The projects and grants:

  • American United Forces, Sioux City, IA, $20,000 to an immigrants’ co-op that makes and sells a range of products.
  • Grass Roots Organizing (GRO), Mexico, MO, $35,000 to support a group that advocates for equal access to basic healthcare without regard to ability to pay.
  • Valley Transportation, Valley, NE, $32,100 to a non-profit co-op that provides transportation for elderly and disabled people.
  • Empower Women To Be Self-Sufficient, Raices Latinas, Holyoke, MA, $35,000 to a group that provides training, education and guidance to low-income Latino women.
  • Excalaber Cards Development Group, Roxbury, MA, $20,000 to a greeting-card business operated by 10 former prison inmates.
  • Food Not Bombs, Rochester, NY, $25,000 to improve food-handling and storage facilities and educational and recreational space for a project that aids the poor and oppressed.
  • Citizens For A Better Greenville, Greenville, MS, $15,000 to a group that helps low-income people address their problems through political and economic action.
  • The Northside Neighborhood Council, Palatka, FL, $17,655 to provide training and seed grants to low-income business people in minority communities.
  • The Southside Community Center, Lancaster, SC, $14,000 to be used to buy and renovate a building for use as a community center for low-income people, especially single parents and seniors.
  • The Parents of Children’s World, Laurinburg, NC, $9,000 to help a multicultural group of low-income parents correct plumbing problems at a preschool/daycare facility.
  • The Women’s Collective, San Francisco, CA, $15,000 to provide training in social skills, safety and “job-survival English” to low-income Latino women.
  • Casa del Pueblo Cooperative, Los Angeles, CA, $20,000 to a group of unemployed and low-income immigrants that operates a health-products store.
  • Rio Bravo Residents Association, Albuquerque, NM, $15,000 to help low-income residents organize to improve housing conditions.
  • The Bakersfield Performing Arts and Philanthropic Society, Bakersfield, CA, $19,575 to a collective of 27 performing artists.
  • Fruit Farmer, Rio Chico Andino, Machanchaca, Huaura, Peru, $16,800 to irrigate orchards controlled by a cooperative of 80 farmers.
  • Femme Debout (Standing Woman), Masina, Kinshasa, Congo, $16,500 to help pay for a flour mill where Congolese women can grind and store their own maize, manioc and soya and work toward self-sustenance.
  • ACEN Widows Concern (ACW), Apac, Uganda, $9,130 to help a subsistence-farming organization of widows and young people improve a goat-raising operation.

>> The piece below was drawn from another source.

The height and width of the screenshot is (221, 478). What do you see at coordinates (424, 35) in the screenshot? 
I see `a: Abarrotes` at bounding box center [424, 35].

  • Kinshasa Pig Farm Association, Kinshasa, Congo, $9,120 to help buy 800 square meters of land and build a complex of pig pens.
  • Indira Mahila Self Help Group, Cuddapah District, India, $8,945 to a group of women who break up stone and make gravel for sale to builders.
  • Christians Together Against Poverty (CRECOP), Kinshasa, Congo, $12,170 to a cooperative that produces chickens and eggs.
  • Sewing Project, Young Orphans, Khartoum, Sudan, $6,600 to be used to buy equipment and materials for a sewing cooperative formed by a group of 13 orphans.
  • Chimbenas Women’s Association in Action, San Jose de Chimbo, Bolivar, Ecuador, $5,885 for a sewing machine to be used in a micro-business that makes and sells clothing.
  • Development Committee “El Rincon,” San Martin Jilotepeque, Chimaltenango, Guatemala, $12,500 to help a group of landowners restore deforested land and build cooking stoves that conserve wood and improve family health.
  • Cooperativa Agro-Pecuaria de Nyamatona, Chimoia, Mozambique, $11,000 to enable 15 low-income families to raise and grow enough food to sustain them for one year.

The national committee also authorized 21 presbytery-level and four synod-level SDOP committees to allocate funds to local projects within their bounds.